Posted by evanduq on July 10, 2009

Before getting on to the rest of the Republic, tonight I would like to think about Plato’s Euthyphro. I want to do this because I had the opportunity to read the entire dialogue (it’s pretty short) on the bus today (I know that the reading can be done anywhere, but today it just so happened that it was on the bus from home to Pittsburgh and back).

How good of a plaintiff is Euthyphro? How good of a defendant is Socrates? What about Euthyphro as a prophet? These questions are introduced in the piece, but we would have to know about Plato’s other dialogues (most importantly the Apology and the Phaedo) to really find out about the second and third questions. However, the present dialogue suggests that Euthyphro is a decent prophet, but he gets laughed at in the assembly [3c]. In the eyes of the assembly, though, Euthyphro is not a corruptor of the young. Euthyphro does not represent a threat to the establishment in the way that Socrates represents it. How so? Say a young man (call him Meletus) with high political ambitions wants to gain the support of his older superiors in his rise to the top. How would he do such a thing? What are his resources? In political life, the main resources are people, people and their interests. Socrates likens this young politician’s occupation to the activities of a farmer. He says, “Meletus first gets rid of us [namely no good dirty atheists like Socrates] who corrupt the young shoots, as he says, and then afterwards he will obviously take care of the older ones and become a source of great blessings to the city.” This is strange for Socrates to say with any ill-will because he also says that “he [Meletus] is the only one of our public men to start out the right way…” In short Socrates really seems to hold in high regard Meletus’ efforts.
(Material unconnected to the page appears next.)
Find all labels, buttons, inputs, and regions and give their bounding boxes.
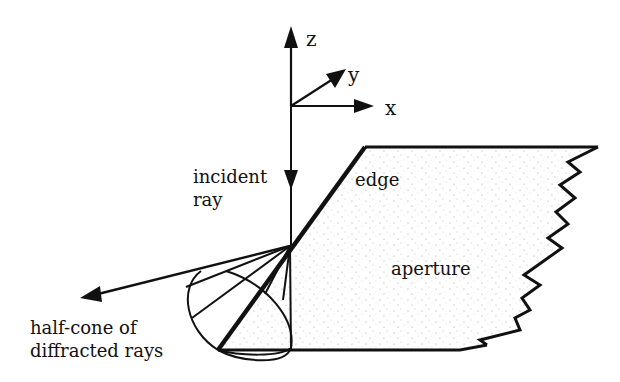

Meletus may turn out to be a tyrant (as he exhibits the desire to silence innovative viewpoints), but as they say, the road to hell is paved with good intentions. This bit about the charges brought against Socrates is of relatively small importance in the dialogue. But it does have some significance in the sense that it is good to bring up the point about what is right and what is wrong, what is pious and what is impious in concrete legal matters as well as in the abstract. Unfortunately for Socrates, what is right for the city might not be right (or at least not too healthy) for his bodily existence. Socrates’ actions are impious certainly from a certain point of view, viz. the up and coming politicians and those of the conservative mindset, but are they impious from an abstract, completely objective point of view? In other words, are they impious because they are impious, or are they impious because the establishment says so. This formula is not exactly that of the “Euthyphro Dilemma,” but it is starting to go in that direction.
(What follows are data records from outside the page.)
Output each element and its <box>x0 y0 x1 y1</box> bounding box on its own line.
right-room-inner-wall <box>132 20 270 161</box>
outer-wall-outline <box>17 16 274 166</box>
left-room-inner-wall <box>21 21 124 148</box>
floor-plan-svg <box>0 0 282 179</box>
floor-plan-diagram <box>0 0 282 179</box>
Euthyphro, on the other hand, is straight up charging his father with murder (hence impiety), not without entertainable grounds, and he reasons that likewise it would be impious not to bring these charges against his father. After all, it is not cool to harbor a criminal like that. In [5c-d] Socrates poses a question regarding piety in the matter at hand: “[I]s the pious not the same and alike in every action, and the impious the opposite of all that is pious and like itself, and everything that is to be impious, presents us with one form or appearance in so far as it is impious?”  The pious is . . .. The impious is . . .. If it were only so easy to just give clear-cut ostensive definitions… Socrates is the absolute nit picker, however, when it comes to the “big” ones. Is it this? Is it that? Is it not this or not that? How do we know that it is so? It’s no wonder why the demagogues would charge Socrates with corrupting the young. He constantly pulls the rugs out from under their comfy little inherited prejudices. What would confer absolute knowledge that something is so and so? A fixed pattern, an unchanging model, a Form (ooh)! Of course if we ever stumbled upon something that might be a Form, by what critera would we judge that it is so? Another Form, and so on, etc. But what about the case at hand: the question of piety and “The Euthyphro Dilemma”?
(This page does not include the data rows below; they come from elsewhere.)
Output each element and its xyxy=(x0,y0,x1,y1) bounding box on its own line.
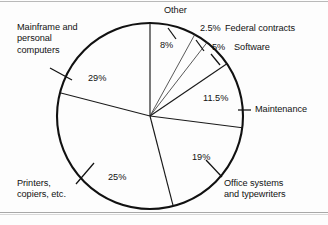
leader-tick-other xyxy=(168,28,176,39)
slice-value-federal: 2.5% xyxy=(200,23,221,34)
slice-label-printers-line1: Printers, xyxy=(17,178,51,188)
slice-label-office-systems: Office systems and typewriters xyxy=(224,178,324,201)
slice-label-printers-line2: copiers, etc. xyxy=(17,189,66,199)
slice-value-printers: 25% xyxy=(108,172,126,183)
slice-value-software: 5% xyxy=(212,42,225,53)
slice-label-federal-contracts: Federal contracts xyxy=(225,23,295,34)
pie-chart-figure: Other 2.5% Federal contracts 5% Software… xyxy=(0,0,328,225)
slice-label-mainframe-line1: Mainframe and xyxy=(17,22,78,32)
slice-label-maintenance: Maintenance xyxy=(255,104,307,115)
slice-boundary-office-end xyxy=(150,116,173,206)
slice-label-mainframe: Mainframe and personal computers xyxy=(17,22,109,56)
slice-label-printers: Printers, copiers, etc. xyxy=(17,178,107,201)
slice-value-office-systems: 19% xyxy=(192,152,210,163)
leader-tick-federal xyxy=(196,40,204,51)
slice-value-mainframe: 29% xyxy=(88,73,106,84)
slice-boundary-federal-end xyxy=(150,43,207,117)
leader-tick-software xyxy=(211,54,220,65)
slice-boundary-maintenance-end xyxy=(150,116,242,128)
slice-boundary-printers-end xyxy=(60,93,150,116)
slice-value-maintenance: 11.5% xyxy=(203,93,228,104)
slice-label-office-systems-line2: and typewriters xyxy=(224,189,286,199)
slice-value-other: 8% xyxy=(160,40,173,51)
slice-label-mainframe-line3: computers xyxy=(17,45,59,55)
slice-label-mainframe-line2: personal xyxy=(17,33,52,43)
slice-label-office-systems-line1: Office systems xyxy=(224,178,283,188)
slice-boundary-software-end xyxy=(150,64,227,116)
slice-label-software: Software xyxy=(234,42,270,53)
slice-label-other: Other xyxy=(164,5,187,16)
First, we have to bring God or the gods into the equation. With the greek gods, it is easier to get the ball rolling because they constantly fought amongst themselves. Thus, if the pious is what the gods love, then there is a problem because different gods might love or hate the same thing. This can be rectified by the proviso that perhaps the pious is actually what all the gods love and not just what some of the gods love and others hate. Ok. We have that. What is it to be loved? Is something pious because it is loved or loved because it is pious? Here’s where things get interesting. What acts, and what is acted upon? The lover (God or the gods) acts  by loving and what is loved (the pious) is acted upon by being loved. But how are love and piety really related? The gods can love things that exclude the pious. The gods can love ice cream sandwiches, but that doesn’t make the frozen treats pious. So the pious is not that which is exclusively loved by the gods. Problem: The gods don’t simply make things pious by loving them. Or do they (this is one “horn” of the dilemma)? But then are things loved by the gods because they are pious? Well. Here we have it. I think the dialogue is really meant to get us thinking about abstract notions and the notion of abstract notions, but this is just my take on it. I’m sure some agree and some don’t. I may have even presented the dilemma in a monstrous or mutilated form. Let me know if it matters to you. It sure would help me out.

-E.N.D.

 

I used Hackett’s Plato: Complete Works. Edited by John M. Cooper.